Their claim is that deserting soldiers and stragglers can have no complaints. They assert that those events do not constitute a massacre. Its advocates are routinely referred to as historical deniers, but they do not deny the facts stated above. The second is the “no massacre” interpretation. It relies on the impressive array of readily available primary sources to conclude that the massacre was largely one of stragglers and deserters, numbering at a mere fraction of the current Chinese claim of 300,000. The first is the middle-of-the-road interpretation. There are three common interpretations of the massacre. China’s President Xi Jinping addresses his domestic audience at the Nanjing Massacre Memorial Wall.To date they have identified 10,664 victims. This range of figures conforms with Chinese efforts to put names to numbers. A footnote suggests that the total number of civilian casualties could be as high as 12,000. A further 850 civilian deaths had occurred as a result of military action, predominantly shelling and bombing. The Smythe report, released in June 1938, found that around 2,400 had been killed due to soldier violence and 4,200 taken away and as yet not returned.

The present generation of historians could not have asked for more. Smythe, an American sociologist who had served on the committee. A sociological study was conducted in the immediate aftermath of the massacre by Lewis S. The diary of John Rabe, the head of the international committee, has been published. Primary source documents regarding the numbers of the civilian population exist. The massacre was a remarkably well-documented event. Nanjing Memorial Hall Primary Source Documentation Has the West acquired a newfound regard for the humanity of Chinese from the pre-WWII era, or is some other force at play? The Nanjing Massacre, while contemporaneously reported in the Western press, was considered far less newsworthy than the Japanese attack against the USS Panay, an American gunboat evacuating foreigners from Nanjing prior to the arrival of the Japanese military. The pseudo-science of eugenics deemed them inherently inferior beings. To what do we attribute this level of concern for the fate of pre-World War II Chinese on the part of the West? It certainly wasn’t evident at the time of the events in Nanjing.Įxclusion Acts denied Chinese nationals the opportunity to immigrate. Administrators of Facebook pages carrying articles perceived to be offensive by a reader are apt to receive complaints of “hate speech.” Consequently, a Western historian attempting to inject some rationality into the debate is likely to be subjected to all manner of emotively charged insults and accusations of rightwing affiliations. The Chinese claim of 300,000 deaths at Nanjing is defended by most Westerners more passionately than a sow defending her bear cubs. Unfortunately, for those of the Western variety, that option is fraught with peril. With emotions perennially high, there is little chance of the controversy being resolved by the historians of those two nations.Ī logical way forward is for third party historians to step into the breach. The principle stumbling block has been Chinese insistence on an unsupportable claim of 300,000 victims.

The Nanjing Massacre has been an issue of contention between China and Japan for decades.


# TRY IT
Going through the data below, find how many lines include the word "name", and reply with that number alone.

# GIVEN DATA
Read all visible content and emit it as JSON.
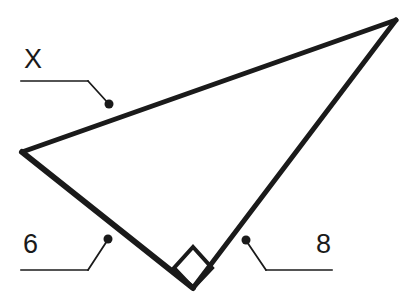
{
  "canvas": {
    "width": 412,
    "height": 300,
    "background_color": "#ffffff",
    "stroke_color": "#1a1a1a"
  },
  "figure": {
    "type": "right-triangle",
    "right_angle_marker": true
  },
  "geometry": {
    "vertices": {
      "left": {
        "x": 22,
        "y": 152
      },
      "top_right": {
        "x": 396,
        "y": 20
      },
      "bottom": {
        "x": 193,
        "y": 288
      }
    },
    "edges": [
      {
        "name": "hypotenuse",
        "from": "left",
        "to": "top_right",
        "label": "X",
        "stroke_width": 5
      },
      {
        "name": "leg-left",
        "from": "left",
        "to": "bottom",
        "label": "6",
        "stroke_width": 6
      },
      {
        "name": "leg-right",
        "from": "bottom",
        "to": "top_right",
        "label": "8",
        "stroke_width": 5
      }
    ],
    "right_angle_square": {
      "at_vertex": "bottom",
      "points": "193,288 174,268 193,247 212,268",
      "stroke_width": 4
    }
  },
  "labels": [
    {
      "id": "label-x",
      "text": "X",
      "text_x": 24,
      "text_y": 68,
      "leader": {
        "horizontal": {
          "x1": 21,
          "y1": 81,
          "x2": 88,
          "y2": 81
        },
        "diagonal": {
          "x1": 88,
          "y1": 81,
          "x2": 108,
          "y2": 103
        },
        "dot": {
          "cx": 109,
          "cy": 104,
          "r": 4.5
        }
      }
    },
    {
      "id": "label-6",
      "text": "6",
      "text_x": 23,
      "text_y": 253,
      "leader": {
        "horizontal": {
          "x1": 21,
          "y1": 270,
          "x2": 88,
          "y2": 270
        },
        "diagonal": {
          "x1": 88,
          "y1": 270,
          "x2": 107,
          "y2": 241
        },
        "dot": {
          "cx": 108,
          "cy": 239,
          "r": 4.5
        }
      }
    },
    {
      "id": "label-8",
      "text": "8",
      "text_x": 316,
      "text_y": 253,
      "leader": {
        "horizontal": {
          "x1": 266,
          "y1": 270,
          "x2": 332,
          "y2": 270
        },
        "diagonal": {
          "x1": 266,
          "y1": 270,
          "x2": 247,
          "y2": 242
        },
        "dot": {
          "cx": 246,
          "cy": 240,
          "r": 4.5
        }
      }
    }
  ]
}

# RESPONSE TO THE EXERCISE
3